Black Gotham Stories
Inside the School
Peter Guignon's classmates included many young men who would eventually grow up to be prominent community, and in some cases national, leaders: James McCune Smith, George Downing, Alexander Crummell, Henry Highland Garnet, Philip Bell, and the two Reason brothers, Patrick and Charles. Their principal teacher was Britisher Charles Andrews, who wrote a comprehensive history of the school. Whether intended or not, the education these boys received encouraged them to rise above their impoverished origins.
The African Free Schools followed the Lancasterian System, created by British educator Joseph Lancaster in the late eighteenth century and quickly adopted in U.S. schools. Lancaster recorded all aspects of his educational methods in his Manual of the Lancasterian System; so, along with Charles Andrews's history we have a pretty good idea of what the Mulberry Street School was like. A two-story building, it would have contained one large room on each floor capable of accommodating up to 250 children. Andrews sat at a desk in the front of the room, facing the students seated in rows or “forms” behind their desks; there might have been up to twenty-five forms of approximately ten students each. The forms were organized according the students’ ability, the least advanced in front, the more advanced in the back. The front row made up the “sand class,” composed of children learning the alphabet by tracing letters with the fingers of their right hand in the sand that covered their desk. The most capable students, called monitors, were called upon to teach the younger and less knowledgeable; they were placed at special desks at the right end of a row and slightly elevated for better observation.
Given the poor quality of early nineteenth-century free schools, the many hundreds of children who passed through the Mulberry Street School undoubtedly left with inadequate literacy and math skills. But a small group excelled. Peter and his friends surely possessed basic skills in the three Rs, and probably didn’t need to spend much time on penmanship, spelling, or taking dictation. They would have taken the more advanced classes in history, geography, English literature, natural science, astronomy, and even navigation.
Crummell, Alexander. “Eulogium on Henry Highland Garnet, D. D.” In Africa and America: Addresses and Discourses. Springfield, MA: Willey, 1891.
Smith, James McCune. “Sketch of the Life of and Labors of Henry Highland Garnet.” In A Memorial Discourse by Henry Highland Garnet, delivered in the Hall of the House of Representatives, Washington D.C., on Sabbath, February 12, 1865. Philadelphia: J. M. Wilson, 1865.
DuBois, W. E. B. "Of Alexander Crummell." In The Souls of Black Folk: Essays and Sketches. Chicago: A. C. McClurg & Co., 1903.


## Exercise instructions
Only the lines from the one with "Task: Click on the span: Sign out" to the end of the material should be reproduced, exactly and in full, both ends included.

## Records for the exercise

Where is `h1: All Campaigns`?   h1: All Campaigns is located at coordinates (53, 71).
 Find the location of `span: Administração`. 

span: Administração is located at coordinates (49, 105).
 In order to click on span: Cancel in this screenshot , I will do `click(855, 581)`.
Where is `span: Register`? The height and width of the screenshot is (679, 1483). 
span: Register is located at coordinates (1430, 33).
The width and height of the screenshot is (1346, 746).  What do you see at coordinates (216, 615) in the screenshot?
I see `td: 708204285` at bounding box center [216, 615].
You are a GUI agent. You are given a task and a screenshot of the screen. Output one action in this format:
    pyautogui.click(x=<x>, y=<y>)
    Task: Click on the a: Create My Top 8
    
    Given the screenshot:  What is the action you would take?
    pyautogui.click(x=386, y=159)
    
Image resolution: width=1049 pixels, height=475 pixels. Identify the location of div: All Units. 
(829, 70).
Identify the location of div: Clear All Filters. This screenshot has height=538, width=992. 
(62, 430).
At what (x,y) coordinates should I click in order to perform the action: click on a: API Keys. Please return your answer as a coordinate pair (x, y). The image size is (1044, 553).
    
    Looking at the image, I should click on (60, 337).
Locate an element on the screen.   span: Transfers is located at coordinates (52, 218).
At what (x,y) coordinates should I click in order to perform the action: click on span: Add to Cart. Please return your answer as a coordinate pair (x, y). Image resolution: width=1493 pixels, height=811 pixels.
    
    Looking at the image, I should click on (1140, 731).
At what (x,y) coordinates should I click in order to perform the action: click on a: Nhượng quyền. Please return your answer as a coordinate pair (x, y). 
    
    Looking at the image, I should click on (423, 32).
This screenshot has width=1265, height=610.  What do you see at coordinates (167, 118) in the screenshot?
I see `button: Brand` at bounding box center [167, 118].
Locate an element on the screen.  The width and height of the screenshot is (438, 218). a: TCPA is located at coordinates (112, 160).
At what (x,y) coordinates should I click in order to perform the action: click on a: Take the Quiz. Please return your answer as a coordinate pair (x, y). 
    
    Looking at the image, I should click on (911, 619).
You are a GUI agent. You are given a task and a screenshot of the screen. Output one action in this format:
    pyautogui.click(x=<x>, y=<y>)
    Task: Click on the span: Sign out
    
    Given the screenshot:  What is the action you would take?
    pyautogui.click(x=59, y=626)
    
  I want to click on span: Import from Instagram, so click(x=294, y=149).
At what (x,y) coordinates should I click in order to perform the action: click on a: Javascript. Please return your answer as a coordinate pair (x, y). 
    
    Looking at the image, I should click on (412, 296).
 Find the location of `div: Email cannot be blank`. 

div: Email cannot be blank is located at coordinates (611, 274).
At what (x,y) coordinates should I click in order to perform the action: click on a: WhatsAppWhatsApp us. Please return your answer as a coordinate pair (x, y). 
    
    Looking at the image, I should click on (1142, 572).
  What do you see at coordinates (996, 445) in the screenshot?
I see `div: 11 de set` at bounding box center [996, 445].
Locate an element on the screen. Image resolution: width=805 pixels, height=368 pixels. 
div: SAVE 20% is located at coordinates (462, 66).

## Response for this exercise
    Task: Click on the span: Sign out
    
    Given the screenshot:  What is the action you would take?
    pyautogui.click(x=59, y=626)
    
  I want to click on span: Import from Instagram, so click(x=294, y=149).
At what (x,y) coordinates should I click in order to perform the action: click on a: Javascript. Please return your answer as a coordinate pair (x, y). 
    
    Looking at the image, I should click on (412, 296).
 Find the location of `div: Email cannot be blank`. 

div: Email cannot be blank is located at coordinates (611, 274).
At what (x,y) coordinates should I click in order to perform the action: click on a: WhatsAppWhatsApp us. Please return your answer as a coordinate pair (x, y). 
    
    Looking at the image, I should click on (1142, 572).
  What do you see at coordinates (996, 445) in the screenshot?
I see `div: 11 de set` at bounding box center [996, 445].
Locate an element on the screen. Image resolution: width=805 pixels, height=368 pixels. 
div: SAVE 20% is located at coordinates (462, 66).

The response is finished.